Christ’s Incarnation is a place of profound attachment, not critical distances, because it is a place filled with love. The Incarnation is the closing of the gaps. The Apostle Paul draws this very conclusion in Romans when he answers his own question: “Who will rescue me from this body of death? Thanks be to God through Jesus Christ, our Lord!” Jesus is among us as one who will take our avoidance behaviors in hand so that we might finally close the distances we seek to maintain with God.
In light of the Gospel today, I am reminded that Leo Tolstoy once said something similar to Albert King, Earl Scruggs, and the Apostle Paul: “Everybody thinks of changing humanity, and nobody thinks of changing himself.”
I imagine that each of us knows the burden of laboring beneath an unrealized idealism. I find that when I am in that place, I often seek to draw others beneath that weight as well, and never more so than when I find that I am failing beneath my own idealism. It is a natural reaction, projection, to expect of others the very thing that we cannot accomplish for ourselves.
How easily the words tumble out of our mouths: “You know they really should be doing this. You know they really should be doing that. You know, if they loved God, if they loved Jesus, then this.”
How quickly we would lash others to our own burden. How quickly we would lash others to our own yoke. And Jesus knows this about us. “Thank you, Father, for you have hidden these things from the wise and the intelligent.”

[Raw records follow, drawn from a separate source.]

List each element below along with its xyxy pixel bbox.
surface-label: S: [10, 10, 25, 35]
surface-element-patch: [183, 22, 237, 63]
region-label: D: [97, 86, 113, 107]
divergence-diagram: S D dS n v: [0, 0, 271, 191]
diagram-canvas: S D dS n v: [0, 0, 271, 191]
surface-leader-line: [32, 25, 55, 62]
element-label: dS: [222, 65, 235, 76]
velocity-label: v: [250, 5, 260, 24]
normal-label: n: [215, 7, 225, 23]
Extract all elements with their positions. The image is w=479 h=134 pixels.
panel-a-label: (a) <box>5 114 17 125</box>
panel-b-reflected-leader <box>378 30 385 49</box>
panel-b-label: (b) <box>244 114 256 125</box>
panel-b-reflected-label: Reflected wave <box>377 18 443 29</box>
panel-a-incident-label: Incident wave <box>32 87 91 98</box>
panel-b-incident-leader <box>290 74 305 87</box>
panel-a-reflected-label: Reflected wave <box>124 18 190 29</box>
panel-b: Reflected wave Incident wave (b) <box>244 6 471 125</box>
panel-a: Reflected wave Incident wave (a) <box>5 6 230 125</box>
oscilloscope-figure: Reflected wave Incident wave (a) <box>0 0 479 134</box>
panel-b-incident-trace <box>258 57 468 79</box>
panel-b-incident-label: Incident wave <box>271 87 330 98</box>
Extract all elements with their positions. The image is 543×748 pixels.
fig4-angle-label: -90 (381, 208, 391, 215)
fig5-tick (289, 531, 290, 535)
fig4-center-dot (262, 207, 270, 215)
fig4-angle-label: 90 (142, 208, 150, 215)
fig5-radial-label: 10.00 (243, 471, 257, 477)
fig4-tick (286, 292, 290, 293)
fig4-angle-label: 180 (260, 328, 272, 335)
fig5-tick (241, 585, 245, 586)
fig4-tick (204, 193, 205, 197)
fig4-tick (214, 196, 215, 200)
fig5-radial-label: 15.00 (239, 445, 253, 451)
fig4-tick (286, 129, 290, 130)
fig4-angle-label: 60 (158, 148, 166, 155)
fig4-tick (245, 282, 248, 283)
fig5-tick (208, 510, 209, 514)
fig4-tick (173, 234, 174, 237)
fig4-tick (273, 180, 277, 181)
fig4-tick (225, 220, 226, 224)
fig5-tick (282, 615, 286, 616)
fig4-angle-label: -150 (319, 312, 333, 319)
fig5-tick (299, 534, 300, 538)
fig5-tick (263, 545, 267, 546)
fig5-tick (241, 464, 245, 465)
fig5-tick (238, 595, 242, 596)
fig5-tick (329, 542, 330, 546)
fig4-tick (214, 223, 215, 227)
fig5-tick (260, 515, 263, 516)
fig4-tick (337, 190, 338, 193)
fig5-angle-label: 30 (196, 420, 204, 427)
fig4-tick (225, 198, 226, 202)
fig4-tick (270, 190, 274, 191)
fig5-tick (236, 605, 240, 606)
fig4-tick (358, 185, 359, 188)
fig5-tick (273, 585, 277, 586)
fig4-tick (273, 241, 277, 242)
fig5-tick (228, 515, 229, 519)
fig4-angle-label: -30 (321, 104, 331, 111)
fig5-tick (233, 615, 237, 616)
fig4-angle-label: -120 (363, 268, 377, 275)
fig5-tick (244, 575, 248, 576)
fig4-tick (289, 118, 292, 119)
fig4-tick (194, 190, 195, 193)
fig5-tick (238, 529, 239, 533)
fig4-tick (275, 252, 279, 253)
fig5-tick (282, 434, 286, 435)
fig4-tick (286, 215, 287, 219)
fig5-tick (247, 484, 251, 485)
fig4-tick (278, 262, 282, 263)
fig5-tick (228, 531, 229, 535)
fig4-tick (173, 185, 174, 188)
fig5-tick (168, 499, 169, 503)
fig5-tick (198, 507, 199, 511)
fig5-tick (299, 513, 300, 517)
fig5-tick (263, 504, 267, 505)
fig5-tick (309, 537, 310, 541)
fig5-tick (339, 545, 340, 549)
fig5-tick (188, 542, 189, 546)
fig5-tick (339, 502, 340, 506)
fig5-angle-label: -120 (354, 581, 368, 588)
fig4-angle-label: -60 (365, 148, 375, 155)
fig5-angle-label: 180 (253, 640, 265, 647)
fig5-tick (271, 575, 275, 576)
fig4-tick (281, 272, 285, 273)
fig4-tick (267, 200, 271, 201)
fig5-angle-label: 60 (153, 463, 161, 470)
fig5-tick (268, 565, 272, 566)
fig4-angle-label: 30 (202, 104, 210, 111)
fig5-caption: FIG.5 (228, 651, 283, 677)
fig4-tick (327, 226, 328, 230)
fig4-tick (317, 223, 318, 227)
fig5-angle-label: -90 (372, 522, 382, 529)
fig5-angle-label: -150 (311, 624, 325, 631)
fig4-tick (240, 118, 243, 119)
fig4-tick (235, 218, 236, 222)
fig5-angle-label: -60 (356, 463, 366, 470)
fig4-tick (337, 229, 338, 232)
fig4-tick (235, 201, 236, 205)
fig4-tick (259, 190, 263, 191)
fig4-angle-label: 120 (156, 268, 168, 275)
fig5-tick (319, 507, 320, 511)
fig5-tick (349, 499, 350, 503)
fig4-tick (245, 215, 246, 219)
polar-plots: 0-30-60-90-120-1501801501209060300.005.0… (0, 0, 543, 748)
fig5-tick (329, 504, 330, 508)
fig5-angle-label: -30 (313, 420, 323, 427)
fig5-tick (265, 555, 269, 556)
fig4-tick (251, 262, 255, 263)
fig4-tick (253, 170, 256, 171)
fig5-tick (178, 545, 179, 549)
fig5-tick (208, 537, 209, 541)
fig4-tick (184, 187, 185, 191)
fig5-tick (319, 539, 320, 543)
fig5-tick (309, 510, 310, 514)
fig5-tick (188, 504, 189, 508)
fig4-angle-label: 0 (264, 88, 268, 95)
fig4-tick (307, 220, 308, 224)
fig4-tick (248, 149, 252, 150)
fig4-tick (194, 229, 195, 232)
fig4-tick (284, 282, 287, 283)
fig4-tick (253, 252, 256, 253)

Jesus comes bearing a secret, a hiddenness, such that we will have to give up ourselves in order to find our truest selves in God. Our certainties about others’ behavior, no matter how passionately maintained, will always only take us part of the journey toward God. There is still an open space, which only the unseen hand of heaven might reach in and fill. The last piece of the puzzle of our lives, the last piece of the puzzle of others’ lives, will not be produced from our hands.
The true and final piece of that puzzle is the love that comes from God.
When love is in the conversation, there is a shift. We move from “Let me tell you how to do this, or how this should be done,” to “Let me do this with you; let me carry this for you.” In order to teach us how to make this gentle shift in perspective and participation, God give us his Son as a teacher. In the way that he lives, in what he says, Jesus goes ahead of us to show us the way of love.
There is a mystery in the power and presence of God. And in this case, for me, there is a paradox. We find our greatest freedom, our greatest buoyancy and hope in life, perhaps our greatest peace, not in the absence of hard work and labor, nor in the splendid, suspended animation of commentary and critique.
Our greatest rest, our soul’s rest, comes when we are indeed bound, yoked, shouldering a burden and accepting a particular kind of labor that comes with being loved by God, and loving others in God. It is then that we can learn the incredible freedom, rest, and peace that comes from no longer pouring our lives into our avoidance behaviors of choice; surrendering the weariness of self-preservation for the buoyancy that comes with dying and rising upon the bridge that Jesus is building between worlds.
Because Jesus has come, and because he has risen and goes ahead of us, we can be transformed beyond our avoidance and discover that the yoke of this love is easy, and the burden of this kind of love is actually light.
The Very Rev. Alston Johnson is dean of St. Mark’s Cathedral, Shreveport, Louisiana.